There are some techniques that help, but [they] are not complete solutions. You can try to reduce the correlation or add timing noise or other random processes going on, and those can help some. But they do not solve the fundamental issue the way that limiting the use of the key can.

GCN: Where is this type of attack most likely to be used?

KOCHER: It's focused on systems on which the adversary can get some access to at least the power consumption or electromagnetic emanations. Identity cards are an area of major concern. It also is one of the bread-and-butter attacks used by pay-television pirates and people who do counterfeiting. There also are implications where you have server boxes that emanate information through [radio frequency] radiation. But the areas of greatest concern for government folks would be any type of device that can fall into the wrong hands, such as keying devices, identity cards, door entry credentials and network log-in tokens.

GCN: Can information from one token be used to extrapolate information about keys from other tokens?

KOCHER: If the system is designed properly, so that each device has unique keys, there shouldn't be a problem with that. In practice, you could end up with a systemic consequence from one token being compromised. If someone temporarily borrowed a credential, pulled the key out of it and returned it, that copied credential may function for a very long time before somebody recognizes that it is being misused.
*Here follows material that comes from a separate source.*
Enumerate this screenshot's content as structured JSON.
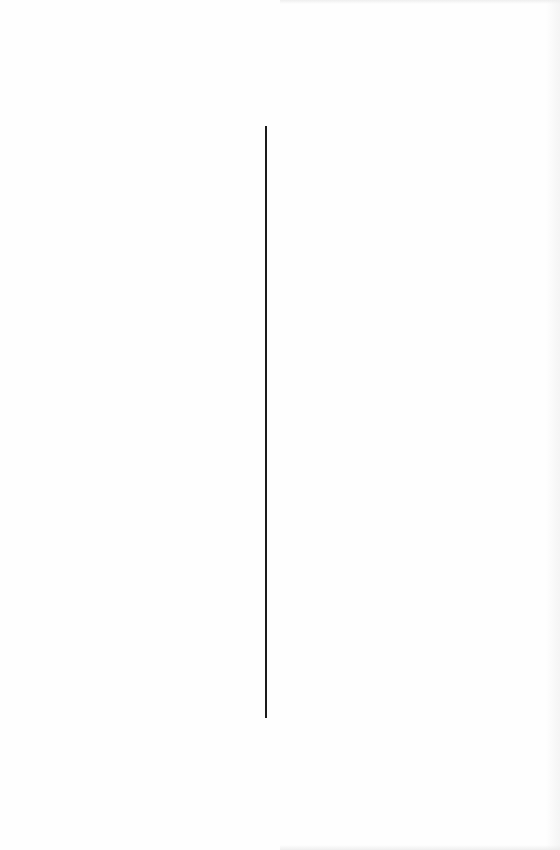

GCN: Are there legitimate uses of DPA as a tool?

KOCHER: It primarily is a security concern. There is a legitimate use for it in testing products, both in the design process as well as in the certification process. The tools we make we only sell to legitimate organizations such as testing labs. There is no legitimate reason for the man on the street to be able to do this. The bad guys already know how to do this. It's cheap, it's noninvasive, you can do it with a few thousand dollars' worth of equipment, so there is nothing keeping them from doing it, but the good guys often don't know how to build devices adequately or test them, so it is important to get this capability into the hands of people building the products.

GCN: What is timing analysis?

KOCHER: It is a somewhat related kind of attack, in which instead of measuring power consumption you measure how long it takes a device to do a computation. If you send millions of different messages to a server and look at how its response times vary depending on what you put into the messages, you can learn something about the computations being done. If it is not properly protected, you can figure out what its keys are. That kind of attack is practical to mount over a computer network, but it is easier to protect against by making sure that your response times don't vary.

GCN: Do government standards such as the Federal Information Processing Standards adequately address these techniques?

KOCHER: The U.S. standards that are in effect now do not require any protection at all. In the FIPS 140-2 standard, it is an optional element, but it is not required and vendors haven't been spending very much effort putting in protection. The vast number of devices being used by the government in nonclassified systems are trivially breakable with these techniques. There is a new FIPS 140-3 standard being finalized now, and that will require countermeasures to power-analysis attacks.

In contrast, European standards have required countermeasures for quite a long time. For products being certified under the European Common Criteria, power analysis is the primary thing they are being tested for. So if you are buying products that have been certified under the Common Criteria regime, you will have products that have been well-tested.